Claire Coffey, PhD

Researcher & consultant · Responsible AI for health

I use machine learning and data science to improve the fairness and real-world impact of predictive models, particularly in preventive health.

Portrait

What I do

01

Responsible & explainable AI for health

Evaluation for trust in real settings: interpretability, robustness, and fairness across groups.

02

Clinical prediction & preventive health modelling

Risk prediction using clinical and population data, with validation designed for real-world use.

03

Reproducible ML pipelines

End-to-end, reusable modelling workflows that make analyses easier to audit, maintain, and extend.

About me

I am a researcher and consultant specialising in responsible AI for health. My work uses machine learning and clinical data science to improve the fairness and real-world impact of predictive models, particularly in preventive health. I hold a Visiting Researcher position at the University of Cambridge.

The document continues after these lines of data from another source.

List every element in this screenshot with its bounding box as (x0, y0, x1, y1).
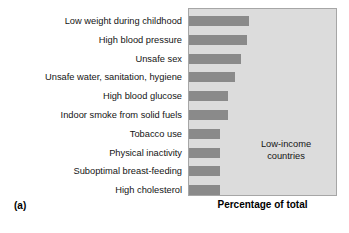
category-label: Unsafe sex (0, 54, 182, 64)
figure-panel-a: Low weight during childhood High blood p… (0, 0, 349, 233)
series-annotation: Low-income countries (241, 139, 331, 162)
panel-label: (a) (14, 200, 26, 211)
category-label: High blood glucose (0, 91, 182, 101)
category-label: Indoor smoke from solid fuels (0, 110, 182, 120)
category-label: High blood pressure (0, 35, 182, 45)
bar (189, 166, 220, 176)
plot-area: Low-income countries (188, 8, 337, 196)
category-label-column: Low weight during childhood High blood p… (0, 8, 182, 196)
bar (189, 110, 228, 120)
category-label: Tobacco use (0, 129, 182, 139)
category-label: High cholesterol (0, 185, 182, 195)
bar (189, 72, 235, 82)
bar (189, 35, 247, 45)
series-annotation-line-1: Low-income (241, 139, 331, 151)
bar (189, 91, 228, 101)
bar (189, 129, 220, 139)
bar (189, 185, 220, 195)
category-label: Low weight during childhood (0, 16, 182, 26)
x-axis-title: Percentage of total (188, 199, 337, 210)
category-label: Physical inactivity (0, 148, 182, 158)
bar (189, 16, 249, 26)
series-annotation-line-2: countries (241, 151, 331, 163)
bar (189, 54, 241, 64)
bar (189, 148, 220, 158)
category-label: Unsafe water, sanitation, hygiene (0, 72, 182, 82)
category-label: Suboptimal breast-feeding (0, 166, 182, 176)
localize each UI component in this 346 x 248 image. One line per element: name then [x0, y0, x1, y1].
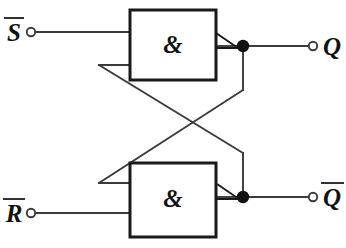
inversion-marker-layer	[216, 33, 239, 199]
junction-dot-q	[237, 40, 249, 52]
port-label-q: Q	[323, 33, 341, 60]
terminal-circle-rbar[interactable]	[27, 209, 35, 217]
junction-dot-qbar	[237, 191, 249, 203]
port-label-sbar: S	[7, 19, 21, 46]
gate-bottom-symbol: &	[163, 185, 183, 212]
port-label-qbar: Q	[323, 184, 341, 211]
terminal-circle-qbar[interactable]	[309, 193, 317, 201]
port-label-rbar: R	[5, 200, 23, 227]
terminal-circle-sbar[interactable]	[27, 28, 35, 36]
gate-top-symbol: &	[163, 31, 183, 58]
sr-latch-schematic: & & S R Q Q	[0, 0, 346, 248]
terminal-circle-q[interactable]	[309, 42, 317, 50]
circuit-diagram-canvas: & & S R Q Q	[0, 0, 346, 248]
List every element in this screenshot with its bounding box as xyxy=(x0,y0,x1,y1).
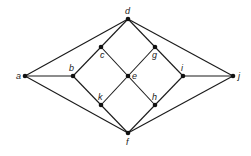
edge-a-f xyxy=(25,76,128,133)
node-a xyxy=(23,74,28,79)
edge-j-f xyxy=(128,76,233,133)
graph-diagram: abcdegijkhf xyxy=(0,0,251,156)
node-label-d: d xyxy=(125,6,131,16)
node-g xyxy=(153,45,158,50)
node-k xyxy=(99,103,104,108)
node-label-g: g xyxy=(152,50,157,60)
node-label-b: b xyxy=(69,63,74,73)
edge-a-d xyxy=(25,19,128,76)
node-f xyxy=(126,131,131,136)
node-b xyxy=(71,74,76,79)
node-label-j: j xyxy=(237,71,241,81)
edge-e-k xyxy=(101,76,128,105)
edge-h-f xyxy=(128,105,155,133)
node-h xyxy=(153,103,158,108)
edge-k-f xyxy=(101,105,128,133)
node-label-c: c xyxy=(100,50,105,60)
node-label-f: f xyxy=(126,137,130,147)
node-label-k: k xyxy=(98,92,103,102)
node-e xyxy=(126,74,131,79)
edge-c-e xyxy=(101,47,128,76)
node-d xyxy=(126,17,131,22)
node-i xyxy=(181,74,186,79)
edge-h-i xyxy=(155,76,183,105)
edge-b-k xyxy=(73,76,101,105)
node-c xyxy=(99,45,104,50)
node-label-e: e xyxy=(132,71,137,81)
edge-c-d xyxy=(101,19,128,47)
edge-d-g xyxy=(128,19,155,47)
edge-b-c xyxy=(73,47,101,76)
node-label-h: h xyxy=(152,92,157,102)
edge-g-i xyxy=(155,47,183,76)
node-j xyxy=(231,74,236,79)
node-label-a: a xyxy=(16,71,21,81)
node-label-i: i xyxy=(181,63,184,73)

I completed a PhD in Health Data Science at the University of Cambridge, supported by a studentship from Health Data Research UK, The Alan Turing Institute, and the Wellcome Trust. My doctoral research examined fairness in clinical prediction algorithms and polygenic risk scores. Following this, I was a research scientist at Helmholtz Munich, where I developed an explainable machine learning framework for environmental health and a reproducible population-data modelling pipeline.

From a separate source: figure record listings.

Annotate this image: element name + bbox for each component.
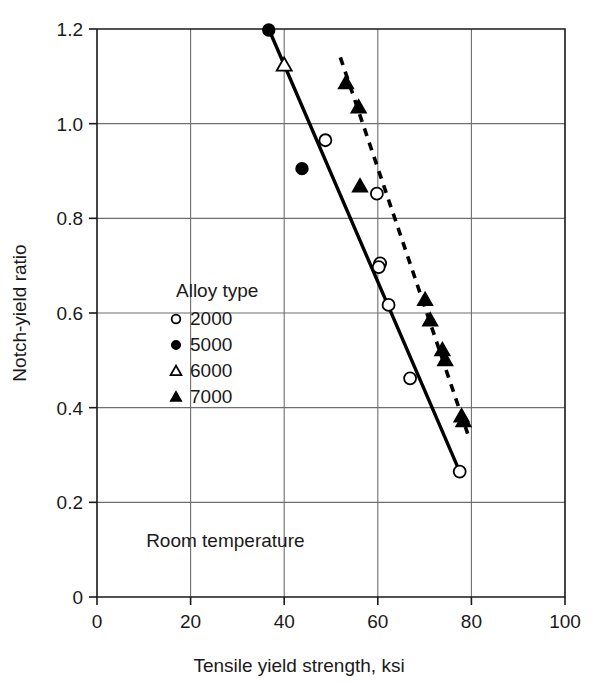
x-tick-label: 40 [274,611,295,632]
marker-open-circle [319,134,331,146]
y-axis-title: Notch-yield ratio [9,244,30,381]
y-tick-label: 0.8 [57,208,83,229]
x-tick-label: 100 [549,611,581,632]
x-tick-label: 80 [461,611,482,632]
marker-open-circle [383,299,395,311]
x-tick-label: 60 [367,611,388,632]
legend-entry-label: 7000 [190,386,232,407]
marker-open-circle-legend [172,315,181,324]
legend-title: Alloy type [176,280,258,301]
marker-open-circle [404,372,416,384]
y-tick-label: 1.2 [57,19,83,40]
y-tick-label: 0 [72,587,83,608]
x-axis-title: Tensile yield strength, ksi [193,655,404,676]
legend-entry-label: 6000 [190,360,232,381]
marker-filled-circle [296,163,308,175]
y-tick-label: 0.4 [57,398,84,419]
marker-filled-circle [263,24,275,36]
annotation-room-temperature: Room temperature [146,530,304,551]
legend-entry-label: 2000 [190,308,232,329]
marker-open-circle [373,261,385,273]
y-tick-label: 0.2 [57,492,83,513]
y-tick-label: 0.6 [57,303,83,324]
marker-filled-circle-legend [172,341,181,350]
chart-canvas: 020406080100 00.20.40.60.81.01.2 Tensile… [0,0,599,683]
x-tick-label: 0 [92,611,103,632]
legend-entry-label: 5000 [190,334,232,355]
y-tick-label: 1.0 [57,114,83,135]
plot-annotations: Room temperature [146,530,304,551]
marker-open-circle [371,188,383,200]
notch-yield-ratio-chart: 020406080100 00.20.40.60.81.01.2 Tensile… [0,0,599,683]
marker-open-circle [454,466,466,478]
x-tick-label: 20 [180,611,201,632]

Earlier in my career, I worked in AI R&D at a startup designing multi-objective optimisation algorithms for autonomous vehicles and earned two patents. I also hold an MPhil in Advanced Computer Science (DeepMind Scholar) from the University of Cambridge and a BSc in Computer Science from the University of Birmingham, including visiting placements at the Universities of British Columbia and Waterloo.

Selected highlights

Pitch prize · ai@cam Sciencepreneurship (2026)

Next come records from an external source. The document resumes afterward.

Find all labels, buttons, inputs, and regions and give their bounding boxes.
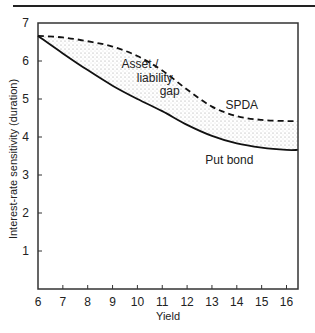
annotation-label: SPDA [225,98,258,112]
y-tick-label: 1 [22,244,29,258]
y-tick-label: 3 [22,168,29,182]
y-tick-label: 4 [22,130,29,144]
y-tick-label: 6 [22,54,29,68]
x-tick-label: 13 [205,295,219,309]
annotation-label: Asset / [122,57,159,71]
x-tick-label: 12 [180,295,194,309]
y-tick-label: 2 [22,206,29,220]
x-tick-label: 6 [35,295,42,309]
annotation-label: Put bond [205,153,253,167]
x-tick-label: 16 [280,295,294,309]
duration-chart: 1234567678910111213141516YieldInterest-r… [0,0,315,333]
x-tick-label: 11 [156,295,169,309]
x-tick-label: 7 [60,295,67,309]
y-tick-label: 5 [22,92,29,106]
annotation-label: gap [160,84,180,98]
x-tick-label: 10 [131,295,145,309]
annotation-label: liability [137,71,173,85]
x-tick-label: 8 [84,295,91,309]
x-tick-label: 15 [255,295,269,309]
x-tick-label: 9 [109,295,116,309]
x-tick-label: 14 [230,295,244,309]
y-tick-label: 7 [22,16,29,30]
x-axis-label: Yield [156,310,180,322]
y-axis-label: Interest-rate sensitivity (duration) [7,79,19,239]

Won a pitch prize for a preventive health AI concept focused on making prevention more personalised and scalable.

Info

Paper · European Heart Journal (2025)

Co-author on work combining clinical, metabolomic, and polygenic scores for cardiovascular risk prediction.

Read

Talk · Data Science for Health Equity (2025)

Invited seminar on whether polygenic risk scores are fair for cardiovascular risk prediction.

Watch

More

Recent milestones and updates.

  • Won a pitch prize at ai@cam Sciencepreneurship for a preventive health pitch (making prevention more personalised and scalable).
    Feb 2026 ai@cam
  • Delivered seminar: “Are polygenic risk scores fair for cardiovascular disease risk prediction?” (Data Science for Health Equity).
  • Paper published: “Combined clinical, metabolomic, and polygenic scores for cardiovascular risk prediction” (European Heart Journal).
    Dec 2025 Paper
  • PhD graduation ceremony (University of Cambridge).
    Oct 2025 Update
  • Preprint released: “Current polygenic risk scores are unlikely to exacerbate unfairness in cardiovascular disease risk prediction”.
    Sep 2025 Preprint
  • Submitted final hardbound PhD thesis copy (thesis available online).
    Aug 2025 Thesis
  • Presented poster: “AI-driven environmental epidemiology: a generalisable framework to predict cardiovascular health using fair and explainable machine learning” (Helmholtz AI).
    Jun 2025 Poster
  • Passed PhD viva with minor corrections.
    Mar 2025
  • Joined Helmholtz Munich as a Research Scientist (AI & Environmental Health).
    Feb 2025 Helmholtz
  • Submitted PhD thesis: “Evaluating and enhancing cardiovascular disease risk prediction using algorithmic fairness”.
    Dec 2024
  • PPIE report released: “Equitable, trustworthy and safe research in healthcare technology, data and artificial intelligence: an international dialogue”.
    Dec 2024 Report
  • Poster accepted for AMLD EPFL 2025: Algorithmic fairness in CVD risk prediction models.
    Dec 2024 AMLD

Selected papers, preprints, reports, and patents.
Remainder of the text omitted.